November 17, 2008
by Cnaan Liphshiz
It was a smooth voting session yesterday at the resolutions meeting that concluded the Jewish Agency's annual assembly in Jerusalem - for a whole 15 minutes.
The meeting quickly hit its first road bump after the 120-strong plenum heard a proposal to call for Israel to immediately recognize all conversions to Judaism by all religious streams.
The proposal, brought forth by a representative from Los Angeles, was eventually rejected.
The plenum voted instead to amend and eventually pass a less comprehensive proposal on the same subject by Professor Yaakov Ne'eman, the head of a state committee on conversions, "to urge the government of Israel to recognize and accept as Jews all individuals who have converted to Judaism under the supervision of Rabbinic authorities associated with Orthodox, Conservative, Reform or Reconstructionist movements." In so doing, the assembly reaffirmed previous resolutions on the matter.
The assembly also voted in favor of calling for the State of Israel to form an independent authority which would review conversions and oversee them. Although the Prime Minister's Office this year formed a body on conversions, currently only the rabbinical court system - which follows ultra-Orthodox principles - is authorized to bring converts into Judaism.
Referring to the original proposal, assembly participant Jeffery Blau said that to approve it would be to "destroy" all the achievements which the Ne'eman Committee has brought about in years of facilitating compromises between ultra-Orthodox, secular and modern-Orthodox Jews.
"Conversion is an issue that regularly comes up at Jewish Agency assemblies, but I don't recall hearing such a sweeping proposal as this one," Kenneth Bob, President of Ameinu, a New-York based nonprofit promoting "liberal values" in Israel, told Haaretz.
The assembly, which convened at the Crowne Plaza Hotel and preceded the United Jewish Communities own General Assembly, which opened yesterday evening in the capital, also passed a resolution to call on all Jewish organizations to "remain committed" to the absorption of Ethiopian immigrants, and to bringing the former Soviet Union's remaining Jews as well as to promote all Jewish immigration to Israel.
"This proposal has absolutely no chance of succeeding in the current Israeli climate," Assembly member Solly Sachs told the voters before the original resolution was rejected. "If we pass this resolution, it will give them [ultra-Orthodox] an excuse not to move forward with the conversion process."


[YOUR INSTRUCTIONS]
Search the material below for the string "text" and list each line that holds it.
BEGIN MATERIAL PROVIDED
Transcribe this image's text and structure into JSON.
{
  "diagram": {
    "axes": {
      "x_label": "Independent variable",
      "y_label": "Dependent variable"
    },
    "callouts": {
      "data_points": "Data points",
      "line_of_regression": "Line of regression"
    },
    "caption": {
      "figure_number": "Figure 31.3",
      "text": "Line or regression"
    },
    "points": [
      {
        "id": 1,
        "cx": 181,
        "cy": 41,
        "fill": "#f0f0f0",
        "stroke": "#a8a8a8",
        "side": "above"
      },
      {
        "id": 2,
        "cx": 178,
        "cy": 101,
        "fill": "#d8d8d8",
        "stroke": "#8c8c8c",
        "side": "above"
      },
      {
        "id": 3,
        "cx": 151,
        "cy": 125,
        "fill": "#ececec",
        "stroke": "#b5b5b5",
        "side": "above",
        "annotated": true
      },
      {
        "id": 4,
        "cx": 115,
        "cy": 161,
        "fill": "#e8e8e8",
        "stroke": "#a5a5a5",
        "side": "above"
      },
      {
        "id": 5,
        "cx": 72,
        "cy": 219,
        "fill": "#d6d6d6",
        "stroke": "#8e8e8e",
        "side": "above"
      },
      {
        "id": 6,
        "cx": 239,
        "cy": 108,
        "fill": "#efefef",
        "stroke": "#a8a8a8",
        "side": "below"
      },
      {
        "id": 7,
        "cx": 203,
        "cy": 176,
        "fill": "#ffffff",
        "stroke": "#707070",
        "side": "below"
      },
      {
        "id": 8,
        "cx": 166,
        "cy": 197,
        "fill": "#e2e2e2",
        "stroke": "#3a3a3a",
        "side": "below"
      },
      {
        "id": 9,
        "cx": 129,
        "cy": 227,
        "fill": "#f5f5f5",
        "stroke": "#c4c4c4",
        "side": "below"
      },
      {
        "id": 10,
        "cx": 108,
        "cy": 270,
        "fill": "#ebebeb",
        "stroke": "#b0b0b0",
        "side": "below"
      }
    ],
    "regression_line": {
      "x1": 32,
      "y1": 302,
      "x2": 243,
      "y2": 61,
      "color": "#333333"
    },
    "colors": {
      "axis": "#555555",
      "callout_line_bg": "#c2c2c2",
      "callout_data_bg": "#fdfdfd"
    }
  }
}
END MATERIAL PROVIDED
[ANSWER TO THE PROBLEM]
Transcribe this image's text and structure into JSON.
      "text": "Line or regression"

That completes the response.